As a provider of cloud computing services, Cetrom is in the uptime business and works with multiple partners to manage DNS to guarantee availability, Stark says. Enterprises should make sure any service provider they work with has sufficient redundancy for managing DNS. DNS availability should be included as part of any disaster preparedness planning, he adds.

James Frey, a research director at Enterprise Management Associates, says the best option for enterprises is to take a hybrid approach to managing DNS to balance cost and reliability. "Enterprises can choose to implement DNS in-house, in which case they won't be directly affected when an external DNS provider goes down, though this approach can be relatively resource and cost intensive," he says.

Another option is to utilize an ISP for DNS, he says: "That way, they would be largely insulated from a GoDaddy-type outage. But this isn't hugely popular because ISPs often can't deliver the DNS performance that external providers can." Frey says using an external DNS provider such as GoDaddy is increasingly popular for cost-effectiveness, performance and, ironically, reliability.
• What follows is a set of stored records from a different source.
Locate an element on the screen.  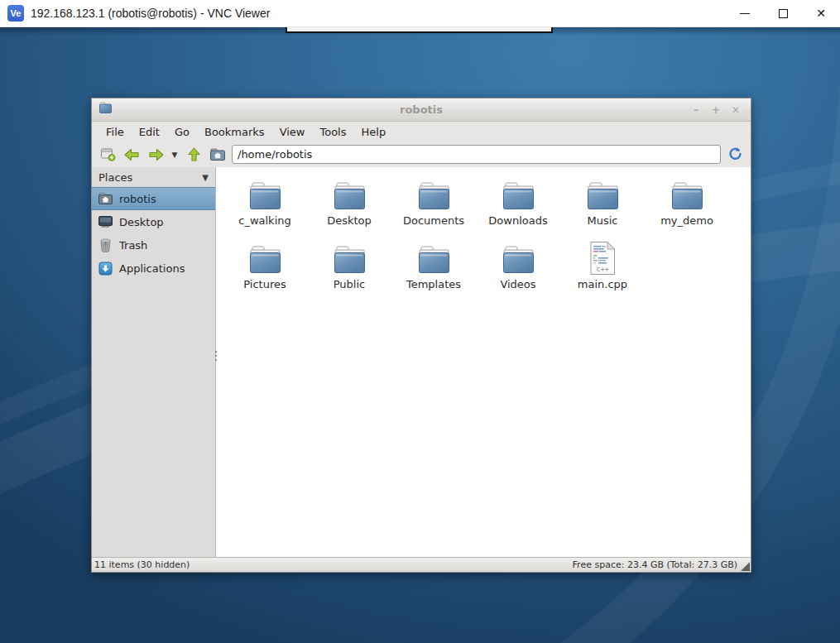
file-label: Desktop is located at coordinates (349, 220).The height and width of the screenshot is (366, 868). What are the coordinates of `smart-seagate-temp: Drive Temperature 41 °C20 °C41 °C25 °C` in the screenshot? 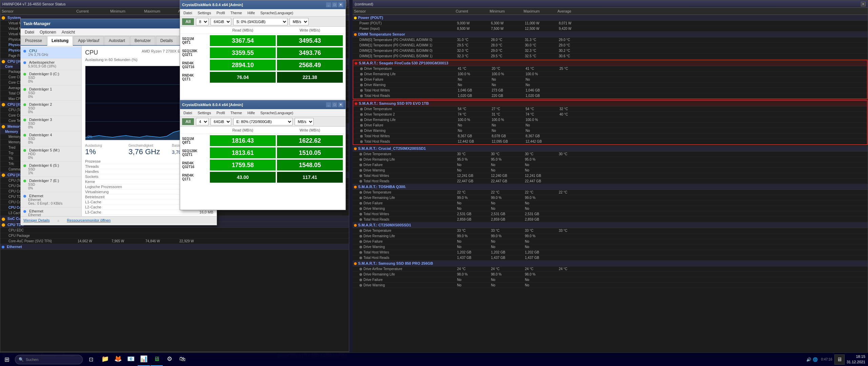 It's located at (610, 69).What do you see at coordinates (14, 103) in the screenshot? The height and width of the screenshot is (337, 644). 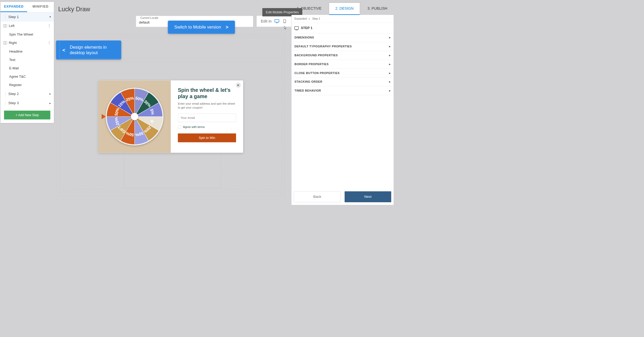 I see `step-3-label: Step 3` at bounding box center [14, 103]. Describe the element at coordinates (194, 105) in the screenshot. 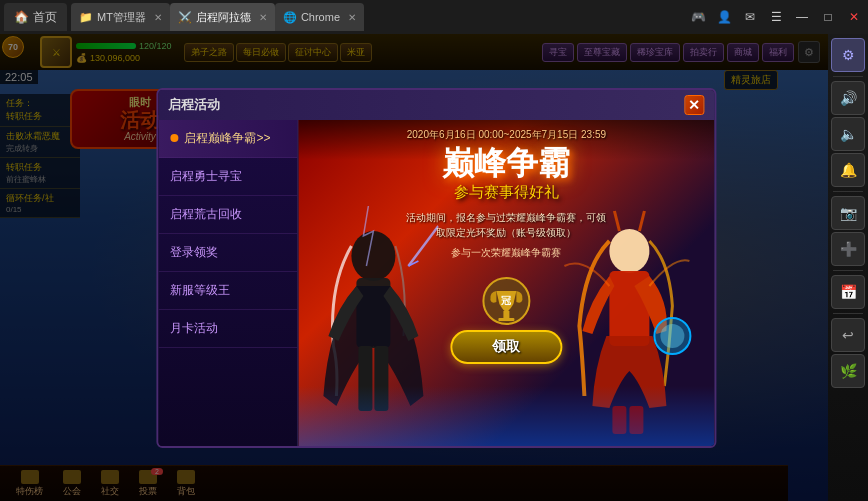

I see `modal-title: 启程活动` at that location.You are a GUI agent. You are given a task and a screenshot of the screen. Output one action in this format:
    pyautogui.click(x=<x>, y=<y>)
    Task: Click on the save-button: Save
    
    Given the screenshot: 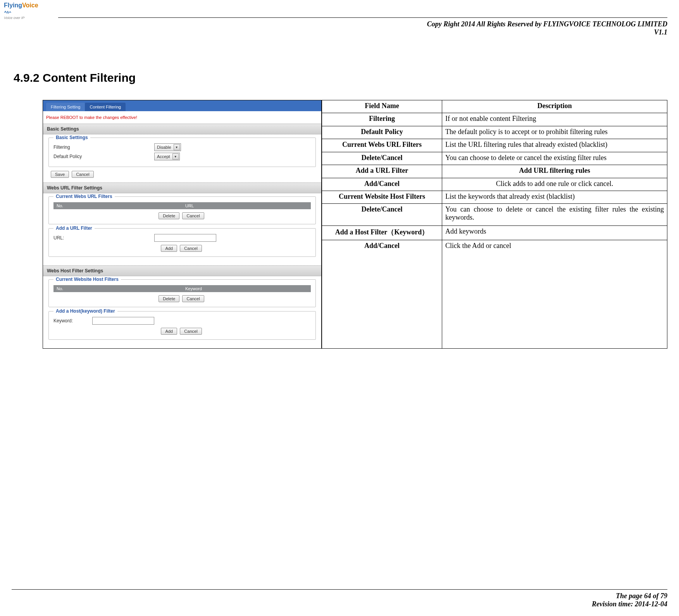 What is the action you would take?
    pyautogui.click(x=60, y=174)
    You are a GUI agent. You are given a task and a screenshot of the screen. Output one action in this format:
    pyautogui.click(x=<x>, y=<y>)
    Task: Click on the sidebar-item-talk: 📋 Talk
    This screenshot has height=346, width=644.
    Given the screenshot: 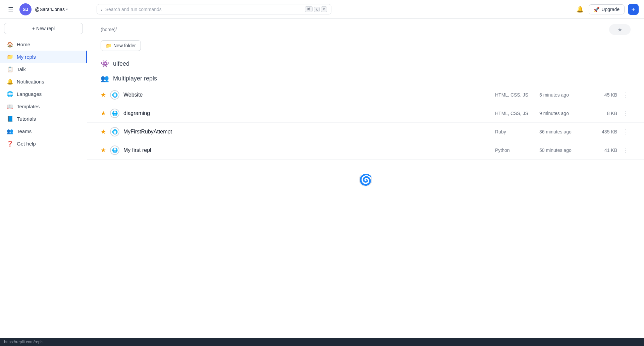 What is the action you would take?
    pyautogui.click(x=44, y=69)
    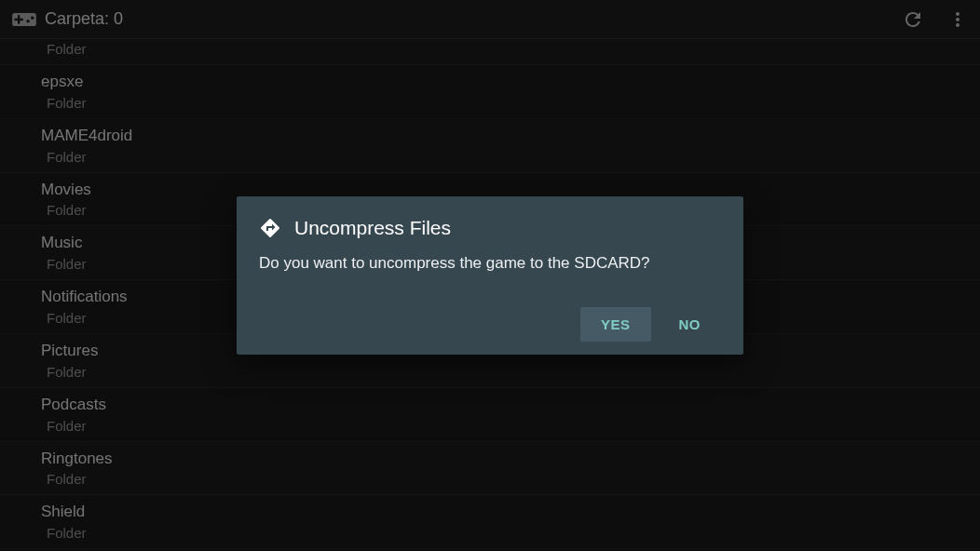  Describe the element at coordinates (373, 228) in the screenshot. I see `dialog-title: Uncompress Files` at that location.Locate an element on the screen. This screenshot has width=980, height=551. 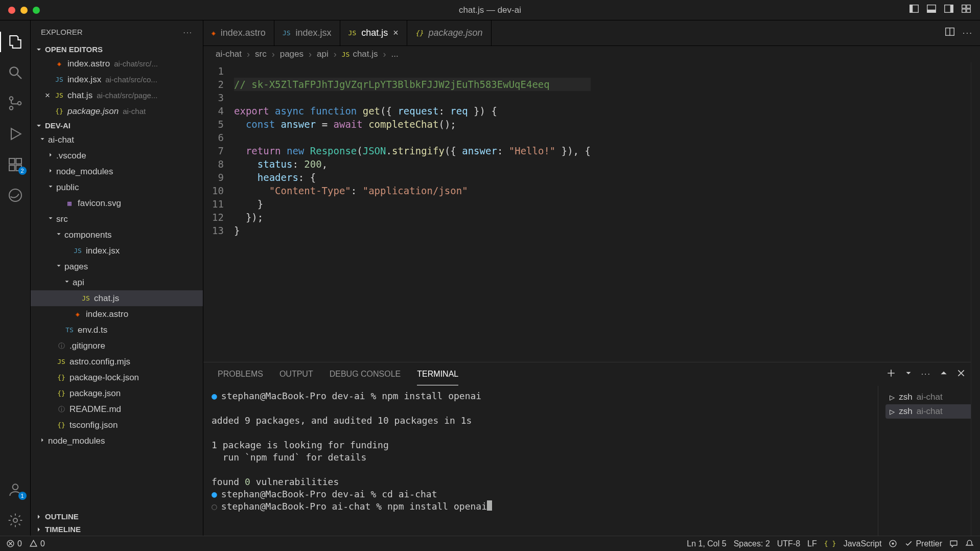
file-item: JSchat.js is located at coordinates (116, 299).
First and foremost, ISPs provide local connectivity to Internet services; while DNS is commonly one service that's offered, a smaller, local ISP likely won't have DNS services that are as robust or high-performing as a provider that specializes in DNS, such as GoDaddy, says Frey. "A dedicated provider will have better distributed DNS refresh, optimized performance and, ideally, fault-tolerant and redundant architectures to assure five nines of availability."

A hybrid DNS approach uses the external DNS provider for primary directory services and an internal DNS as a failsafe; internal DNS is almost always present in some form for name resolution inside the firewall, and can be extended to maintain common and heavily used external addresses, says Frey. "If the external DNS fails, the internal DNS takes over. Performance may be degraded versus the primary external DNS, but at least it's still available."

He says external providers generally tend to be pretty reliable and have good long-term performance and availability records, so once most enterprises move to external DNS, they essentially abandon any internal DNS other than for purely internal network naming. "Prudent practices indicate that a more complex configuration could eliminate the risk, but there is definitely a cost in terms of resource overhead," says Frey.

Although the GoDaddy outage was ultimately not caused by hackers, they are still a threat to DNS availability, says Stark, who adds that security must be viewed at the physical, logical and methodical levels. He says without knowing the details of GoDaddy's internal setup, enterprises should make sure they have redundancy internally and externally, and address all levels of security.

Michael Hamelin, chief security architect at firewall and security policy management vendor Tufin, says there are a number of things enterprises should do to protect themselves against hackers, including a quarterly audit of firewall rules. They should also document the reasons for any firewall changes. "Even if you don't have automation in place, firewall rules have a comments field that are often left blank when people are in a rush," he says. "A very short reference to why the change was made can prevent a rule that is critical from being accidentally deleted, or make it easy to get rid of a rule that is no longer needed."

Stark says human error such as not following rules or processes can often trump resilient technology. "Assume nothing and verify everything," he says.